Multi-column balanced lists

List with balanced columns
List with balanced columns
List with unbalanced columns
List with unbalanced columns
Recently I was working on a project where a client wanted a list of items to be displayed over multiple columns, and requested that the columns be balanced (as balanced as possible). It didn’t take me too long to figure out how to do this for 3 columns, but I knew that there was a more general solution, which did take me a little time to figure out. I am sharing my solution here for my future reference. Perhaps some one else will find it useful too. The solution is in php, though the general algorithm should apply to any language.

The intuition that led me to this solution was to examine unbalanced columns. Let’s look at the case of 5 columns with 56 items, as shown in the figures. It quickly becomes obvious that you need 12 items per column (ceil(56/5)). However, this yields columns of lengths 12, 12, 12, 12 and 8. If you decrease the number of total items to 55, then you have balanced columns of 11. If you increase the number of items to 60, you have balanced columns of 12. Thus, it is possible for the last column to have n-1 items less than the other columns, where n is the number of columns. The preferred output is to have columns of 12, 11, 11, 11, and 11. So what we are doing is shifting over elements from columns 2, 3, and 4 to column 5 (note that we are not messing with the order of the elements). We can always achieve the desired result by simply decreasing the number of items from some of the columns by 1. To determine which columns to decrease, we simply look at the difference in the number of elements per column in the unbalanced solution. In the case of 5 columns with 56 items, the last column would only have 8 items, which is 4 less than 12. So we should start reducing the number of items per column at the 2nd column ((5-4)+1). If we had 57 items total, we would start reducing at the 3rd column ((5-3)+1).

Here is the snippet of code which takes care of figuring this out:

$numCols = 5;
$numItems = 56;
$itemsPerCol = ceil($numItems / $numCols);
$adjustedItemsPerCol=$itemsPerCol;
$blank =$itemsPerCol - ($numItems % $itemsPerCol);
if ($blank!=$itemsPerCol && $blank >0) {
$adjustedItemsPerCol--;
}

While we are looping over our array of items (or, in my example case, using a while loop), we check to see which column we are on, and if we are on the column where we start to decrease the number of items per column, then we switch $itemsPerCol to $adjustedItemsPerCol.

if ($colNum == ($numCols - $blank)) {
$itemsPerCol=$adjustedItemsPerCol;
}

Feel free to look at this working example, along with the code for it. I have used the CSS float property to make the divs act like columns, and added some colors to help them stand out.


Problem to work on: Filter the entries below down to the lines that hold "will".

[Material for this task Boundary: Start]

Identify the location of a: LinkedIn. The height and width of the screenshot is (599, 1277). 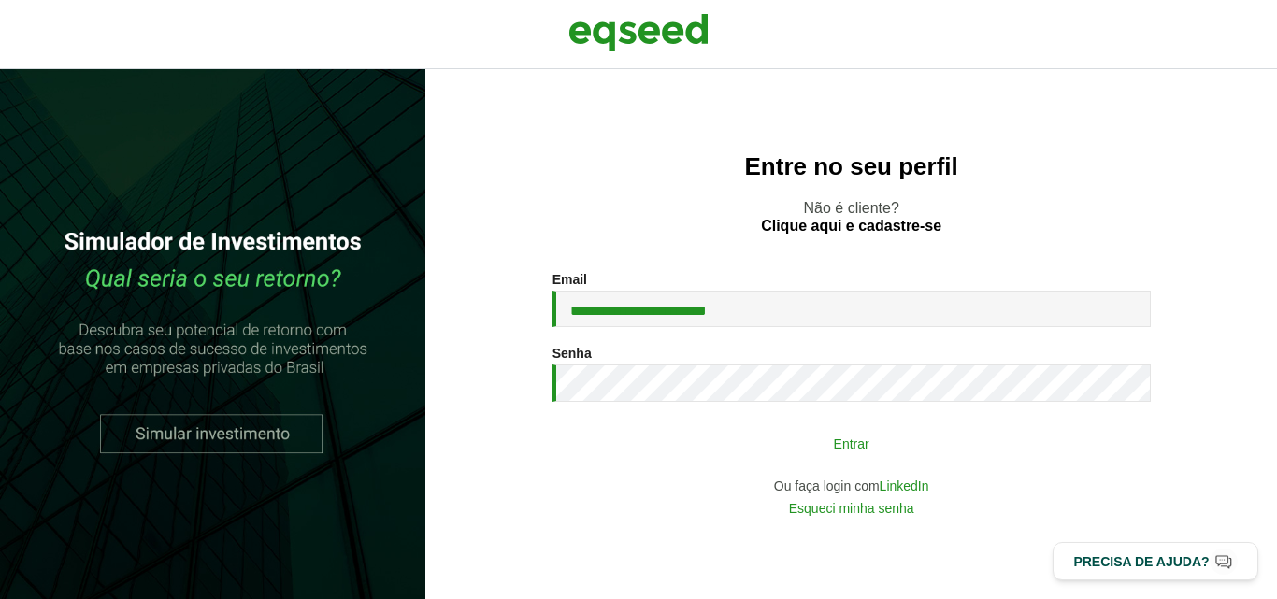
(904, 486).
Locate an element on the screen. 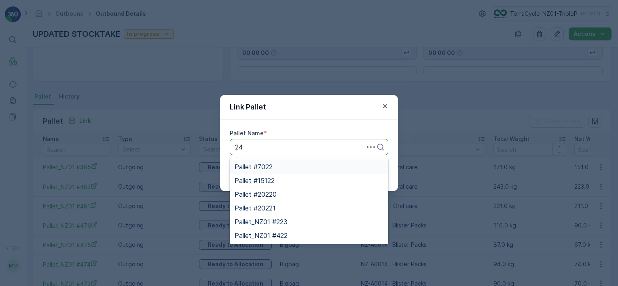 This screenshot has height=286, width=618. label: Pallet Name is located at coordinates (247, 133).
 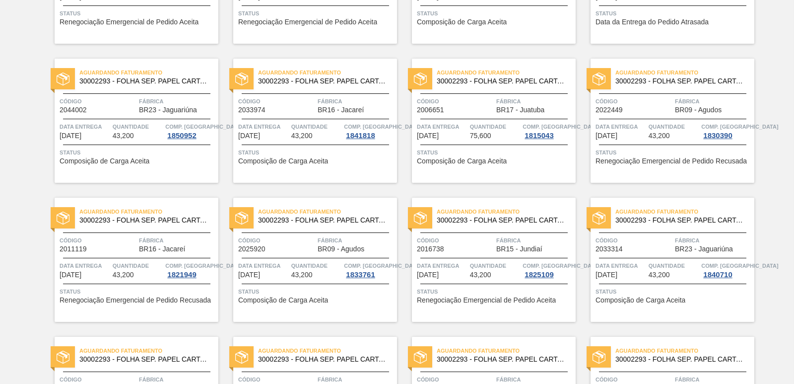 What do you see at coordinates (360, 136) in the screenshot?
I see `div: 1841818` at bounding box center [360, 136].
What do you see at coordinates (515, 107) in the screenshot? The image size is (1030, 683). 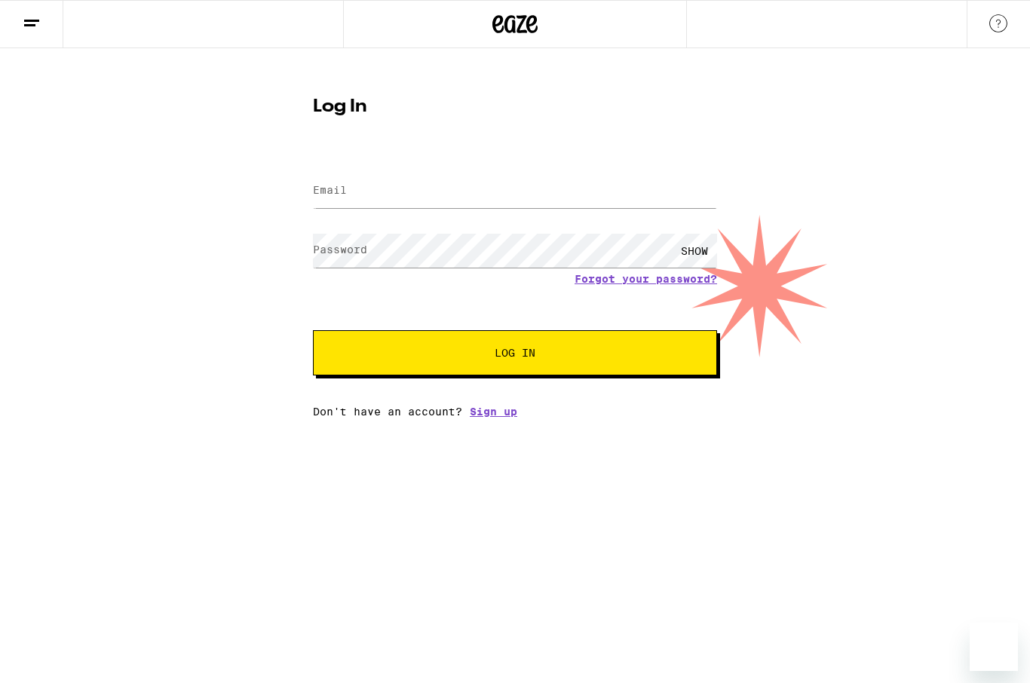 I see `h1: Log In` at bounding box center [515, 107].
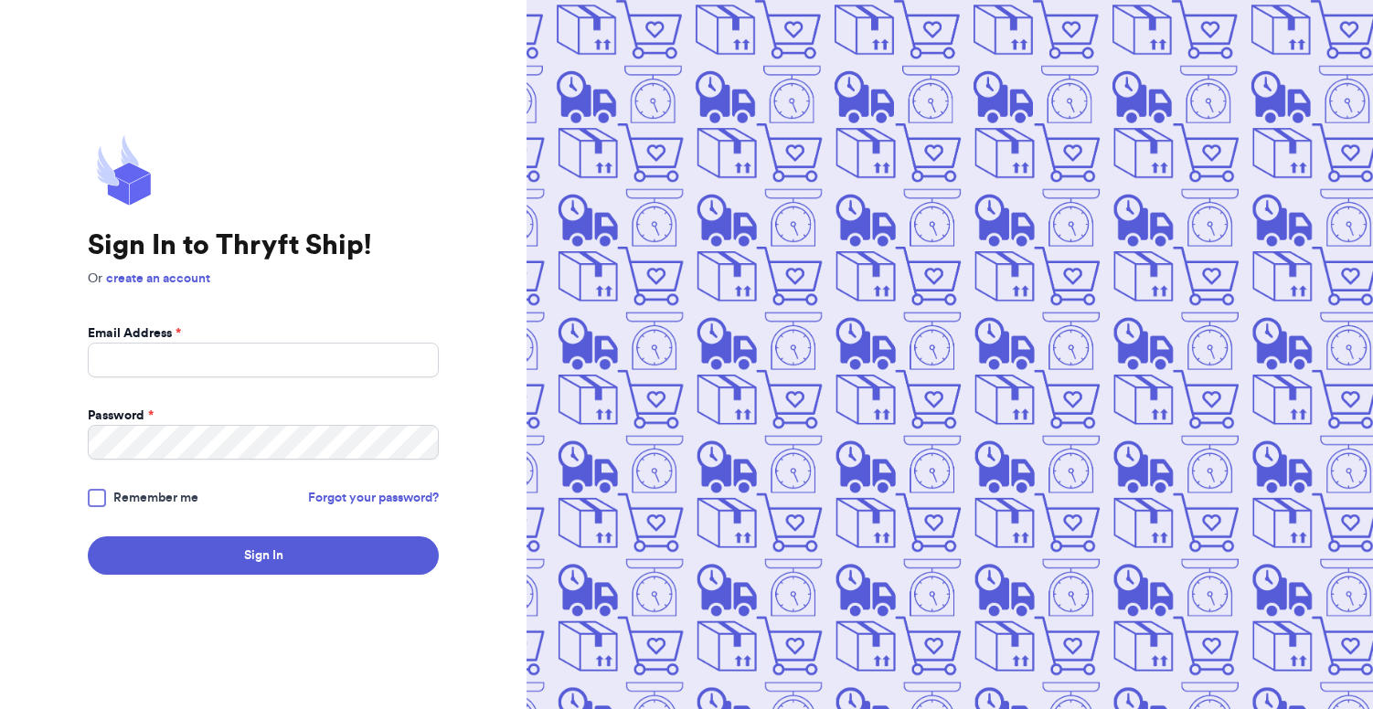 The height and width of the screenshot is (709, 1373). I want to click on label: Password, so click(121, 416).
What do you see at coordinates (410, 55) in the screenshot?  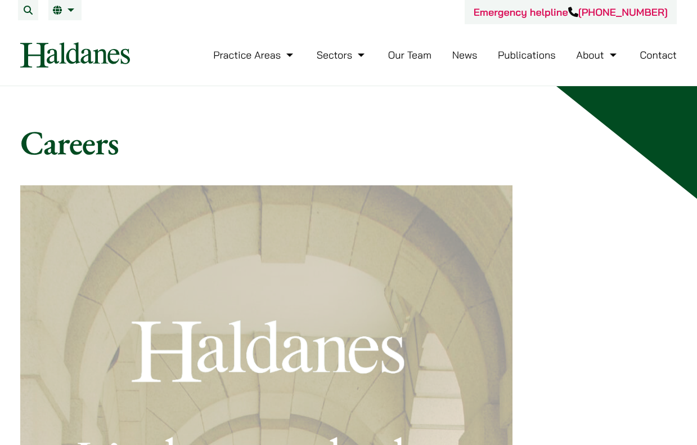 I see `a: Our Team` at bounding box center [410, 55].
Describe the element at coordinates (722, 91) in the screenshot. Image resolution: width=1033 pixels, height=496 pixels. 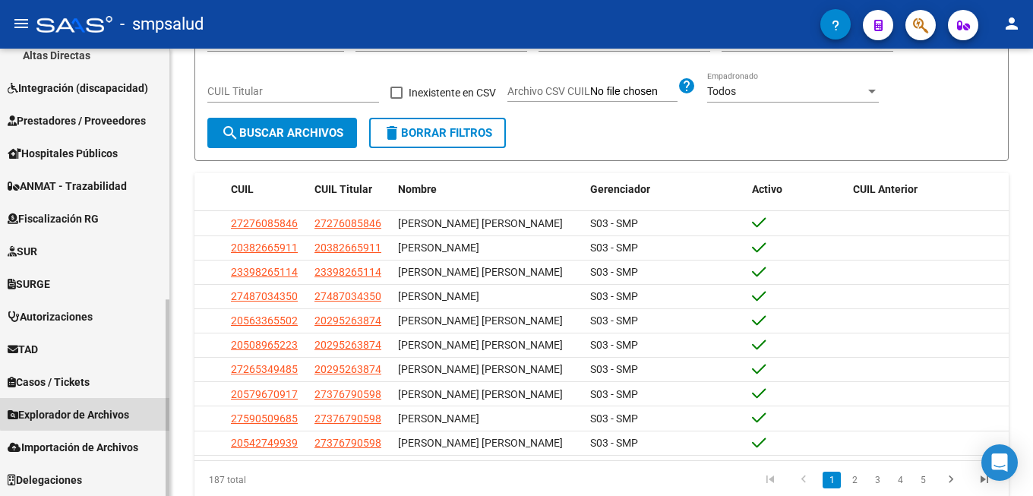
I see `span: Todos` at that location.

[Material for this task Boundary: End]
[Material for this task Boundary: Start]

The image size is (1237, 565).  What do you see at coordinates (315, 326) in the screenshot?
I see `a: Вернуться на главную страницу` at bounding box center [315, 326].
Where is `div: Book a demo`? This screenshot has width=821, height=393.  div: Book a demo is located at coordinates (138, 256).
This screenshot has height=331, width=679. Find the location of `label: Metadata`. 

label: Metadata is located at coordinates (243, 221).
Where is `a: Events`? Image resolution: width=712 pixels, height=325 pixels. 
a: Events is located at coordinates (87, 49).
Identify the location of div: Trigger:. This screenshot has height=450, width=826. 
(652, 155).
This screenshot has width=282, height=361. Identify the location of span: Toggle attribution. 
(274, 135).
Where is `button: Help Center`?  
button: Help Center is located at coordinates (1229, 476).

[Material for this task Boundary: End]
[Material for this task Boundary: Start]

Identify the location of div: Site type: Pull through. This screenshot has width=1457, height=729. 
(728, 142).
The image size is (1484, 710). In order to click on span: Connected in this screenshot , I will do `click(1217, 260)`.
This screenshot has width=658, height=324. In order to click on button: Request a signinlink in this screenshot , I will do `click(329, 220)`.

[Material for this task Boundary: End]

Answer to this exercise:
The image size is (1484, 710). In order to click on span: Connected in this screenshot , I will do `click(1217, 260)`.
This screenshot has width=658, height=324. In order to click on button: Request a signinlink in this screenshot , I will do `click(329, 220)`.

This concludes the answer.